Whole foods provide everything your body needs to digest, process, and use the nutrients they contain. When food is eaten in its natural, unrefined form, it contains the enzymes and cofactors necessary for proper digestion and metabolism. These naturally occurring components are not random — they’re part of the complete design Mother Nature intended.
Vegetables, fruits, grains, seeds, and nuts are true whole foods, ready-made packages of balanced nutrition. Even animal foods, when consumed in their entirety, can be considered “whole.” In traditional cultures, people utilized the entire animal — including organs, bones, blood, and fat — rather than just the muscle meat. In contrast, modern diets favor only select parts, leaving behind many of the minerals, enzymes, and fat-soluble nutrients that help the body process and balance those foods
When Food Loses Its Nature
Processed and refined foods are “phony” foods — stripped of their living essence. They may fill you up, but they don’t truly nourish. These foods are foreign to the body, even if you’ve eaten them for years. Every time you eat something unnatural, your body has to adapt its physiology to handle the impostor. Over time, that constant adaptation drains vitality and contributes to disease and discomfort.
Research confirms this. Diets high in ultra-processed foods are now linked to higher rates of heart disease, metabolic syndrome, depression, and premature death (Monteiro et al., Public Health Nutrition, 2019; Hall et al., Cell Metabolism, 2019). The more food is altered from its original state, the more it disturbs the body’s natural regulatory systems.
The Problem with “Phony” Foods
Take margarine, for example — one of the most common and long-standing processed foods. Although it’s made from vegetable oils, these oils are chemically altered through hydrogenation, a process that changes their structure and creates trans fats. Decades of research have shown that trans fats increase inflammation, raise LDL (“bad”) cholesterol, and contribute to the development of heart disease (Mozaffarian et al., New England Journal of Medicine, 2006). Even “trans-fat-free” margarines often contain highly refined seed oils that are easily oxidized, placing stress on your cells.
How the Body Compensates
Your body can adapt to many unnatural situations — but not without cost. Think of wearing one shoe with a slightly higher heel than the other. At first, you might not notice much. But over time, your knees, hips, and back begin to ache as your body strains to maintain balance. The original cause isn’t obvious, but the discomfort is real.
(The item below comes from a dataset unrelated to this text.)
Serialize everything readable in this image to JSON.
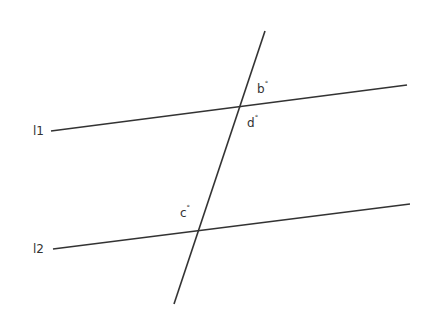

Processed foods act the same way. You might not immediately connect fatigue, bloating, or joint stiffness to your diet, but the connection is direct. Every adaptation your body makes to accommodate phony food moves you a step away from your natural state of health.
The Hidden Cost of Processed Foods
Some additives, like refined salt and artificial flavorings, provide no nutrition and simply overwork your system. Others — such as soft drinks, processed meats, and refined carbohydrates — are particularly harmful. They provide calories without living enzymes, deplete your alkaline mineral reserves, and overstimulate your nervous system. In the long run, this imbalance makes it harder for the body to heal, detoxify, and restore its natural equilibrium.
A 2023 review in The BMJ reported that people who consume the most ultra-processed foods have a 50% higher risk of cardiovascular disease and a 20% higher risk of death from any cause compared to those who eat the least. The takeaway is clear: our bodies were never designed to run on industrial food.
Return to WholenessYour body’s ability to adapt is a remarkable survival mechanism — but it’s not meant to be used three times a day. True nourishment comes from foods that work with your physiology, not against it. Whole foods deliver the raw materials your body needs to generate energy, repair tissues, and maintain balance.
When you return to eating as nature intended — foods that are fresh, whole, and alive — your body no longer needs to fight for equilibrium. It can return to its natural state of vitality, healing, and strength.